In spite of the Republican-held Senate, a record 72.6 million votes for President Trump so far (second only to President-elect Joe Biden’s 77.9 million votes, according to ABC News, the most votes for a presidential candidate ever), and Republican candidates chipping away at the Democrats’ majority in the House, Koch sees some of his political projects, particularly his involvement with the Tea Party, as failures.
“It seems to me the tea party was largely unsuccessful long-term, given that we’re coming off a Republican administration with the largest government spending in history,” Koch wrote in an email.
He took those criticisms one step further in his book.
“Boy, did we screw up!” he wrote. “What a mess!”

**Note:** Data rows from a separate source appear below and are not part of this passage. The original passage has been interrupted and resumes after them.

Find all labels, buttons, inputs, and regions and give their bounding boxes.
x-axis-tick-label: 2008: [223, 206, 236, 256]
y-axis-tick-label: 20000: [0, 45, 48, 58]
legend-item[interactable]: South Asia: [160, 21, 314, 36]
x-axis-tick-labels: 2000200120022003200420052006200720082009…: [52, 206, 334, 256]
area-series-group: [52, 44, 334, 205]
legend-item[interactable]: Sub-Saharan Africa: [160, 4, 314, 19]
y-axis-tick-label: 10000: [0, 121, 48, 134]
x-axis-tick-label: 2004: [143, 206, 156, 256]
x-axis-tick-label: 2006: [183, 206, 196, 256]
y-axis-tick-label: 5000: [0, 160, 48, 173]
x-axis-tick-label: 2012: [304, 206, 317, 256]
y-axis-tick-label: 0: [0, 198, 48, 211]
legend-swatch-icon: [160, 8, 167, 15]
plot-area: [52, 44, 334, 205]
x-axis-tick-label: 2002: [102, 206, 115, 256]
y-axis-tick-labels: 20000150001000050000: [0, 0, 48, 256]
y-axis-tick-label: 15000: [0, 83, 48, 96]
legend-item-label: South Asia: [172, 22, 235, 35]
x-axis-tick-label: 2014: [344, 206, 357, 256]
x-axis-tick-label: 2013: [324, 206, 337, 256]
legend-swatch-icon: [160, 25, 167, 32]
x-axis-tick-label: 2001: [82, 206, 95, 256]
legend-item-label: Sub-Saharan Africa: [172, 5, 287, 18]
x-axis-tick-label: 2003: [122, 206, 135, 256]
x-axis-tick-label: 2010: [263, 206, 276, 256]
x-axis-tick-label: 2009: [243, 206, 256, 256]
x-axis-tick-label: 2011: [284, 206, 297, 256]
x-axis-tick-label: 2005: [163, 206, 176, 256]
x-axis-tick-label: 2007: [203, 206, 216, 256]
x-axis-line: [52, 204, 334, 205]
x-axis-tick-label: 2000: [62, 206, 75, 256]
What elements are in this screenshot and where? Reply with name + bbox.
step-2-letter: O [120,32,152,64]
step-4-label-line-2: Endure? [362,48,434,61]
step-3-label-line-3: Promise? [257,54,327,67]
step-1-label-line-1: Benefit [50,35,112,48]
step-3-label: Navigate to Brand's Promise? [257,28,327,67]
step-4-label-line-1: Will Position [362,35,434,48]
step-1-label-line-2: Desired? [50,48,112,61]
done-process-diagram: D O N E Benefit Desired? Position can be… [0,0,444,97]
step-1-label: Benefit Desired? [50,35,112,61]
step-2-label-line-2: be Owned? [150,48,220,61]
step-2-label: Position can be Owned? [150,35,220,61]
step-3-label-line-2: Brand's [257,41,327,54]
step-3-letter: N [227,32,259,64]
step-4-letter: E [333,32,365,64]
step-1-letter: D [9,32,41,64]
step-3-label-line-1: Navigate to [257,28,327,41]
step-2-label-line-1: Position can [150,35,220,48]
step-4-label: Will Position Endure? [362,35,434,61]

Koch said he is now working in a more bipartisan manner with Democrats and liberals, and he even congratulated Biden and Vice President-elect Kamala Harris, saying that he “look[s] forward to finding ways to work with them to break down the barriers holding people back, whether in the economy, criminal justice, immigration, the COVID-19 pandemic, or anywhere else.”
Koch Industries’s political action committee donated $2.8 million to Republicans during the 2020 campaign cycle and $221,000 to Democrats, according to the Wall Street Journal.